Abstract

Relative growth rate and relative nitrogen accumulation rate for fifth-instar Spodoptera eridania larvae vary less than 20% on artificial diets in which protein content varies more than 250%, due to compensatory adjustments in consumption rate and changes in efficiencies of food and nitrogen utilization. The substitution of zein for two-thirds of the casein in a diet containing 26.0% protein results in a 25% decrease in both relative growth and nitrogen accumulation rates, due to reduced values of relative consumption rate, relative nitrogen consumption rate, approximate digestibility, approximate digestibility of nitrogen and efficiency of conversion of digested nitrogen. Although larval growth rate is relatively independent of diet nitrogen, larval composition is highly dependent upon both nitrogen quantity and quality. As diet nitrogen increases, larval nitrogen content increases and fat content decreases. Larvae on diets containing a mixture of casein and zein produce 3.5–3.9 times as much uric acid and respire at rates significantly higher than larvae on diets containing the same total amount of protein but lacking zein.

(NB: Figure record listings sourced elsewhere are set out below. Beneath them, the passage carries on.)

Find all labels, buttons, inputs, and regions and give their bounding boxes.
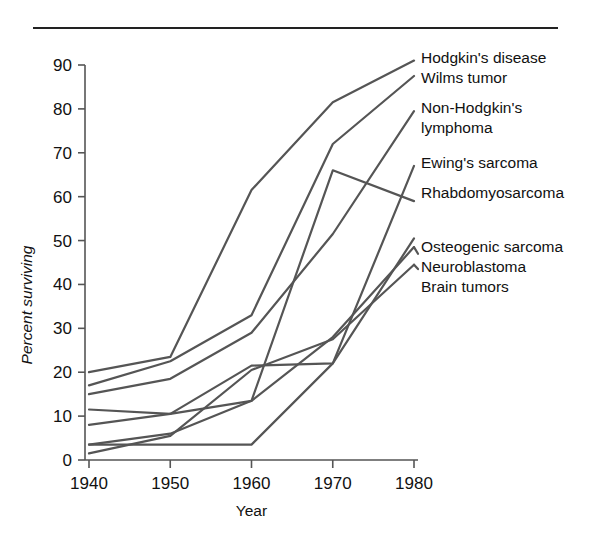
series-line-neuroblastoma [89, 247, 414, 445]
figure-container: 010203040506070809019401950196019701980P… [0, 0, 591, 553]
series-line-ewing-s-sarcoma [89, 166, 414, 445]
y-tick-label: 80 [53, 100, 72, 119]
x-tick-label: 1940 [70, 474, 108, 493]
series-label: Ewing's sarcoma [421, 154, 538, 171]
x-tick-label: 1970 [314, 474, 352, 493]
x-tick-label: 1980 [395, 474, 433, 493]
y-tick-label: 90 [53, 56, 72, 75]
y-tick-label: 60 [53, 188, 72, 207]
series-label: Wilms tumor [421, 69, 507, 86]
y-tick-label: 10 [53, 407, 72, 426]
series-label: lymphoma [421, 119, 493, 136]
x-tick-label: 1950 [151, 474, 189, 493]
series-leader [414, 247, 418, 254]
series-line-wilms-tumor [89, 76, 414, 385]
series-line-non-hodgkin-s-lymphoma [89, 111, 414, 394]
y-tick-label: 0 [63, 451, 72, 470]
y-tick-label: 70 [53, 144, 72, 163]
line-chart: 010203040506070809019401950196019701980P… [0, 0, 591, 553]
series-line-brain-tumors [89, 265, 414, 454]
y-tick-label: 50 [53, 232, 72, 251]
series-label: Osteogenic sarcoma [421, 238, 564, 255]
series-label: Brain tumors [421, 278, 509, 295]
y-tick-label: 40 [53, 275, 72, 294]
x-axis-title: Year [236, 502, 267, 519]
y-tick-label: 20 [53, 363, 72, 382]
series-label: Hodgkin's disease [421, 49, 546, 66]
y-tick-label: 30 [53, 319, 72, 338]
series-leader [414, 265, 418, 269]
x-tick-label: 1960 [233, 474, 271, 493]
series-line-rhabdomyosarcoma [89, 170, 414, 414]
series-label: Neuroblastoma [421, 258, 526, 275]
y-axis-title: Percent surviving [18, 245, 35, 364]
series-line-hodgkin-s-disease [89, 61, 414, 373]
series-label: Rhabdomyosarcoma [421, 184, 564, 201]
series-label: Non-Hodgkin's [421, 99, 522, 116]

Thus, there is a measurable metabolic cost associated with processing low quality protein. We conclude, however, that elevated metabolic rates of larvae on diets containing nutritionally unbalanced protein are not the cause of reduced growth rates. On these diets, growth is limited byan amino acid present in limiting quantities, and the elevated metabolic rate is due, at least in part, to increased synthesis of uric acid. Finally, we discuss the possibility that variation in amino acid profiles across host plant species might be a factor favouring specialization in insect herbivores.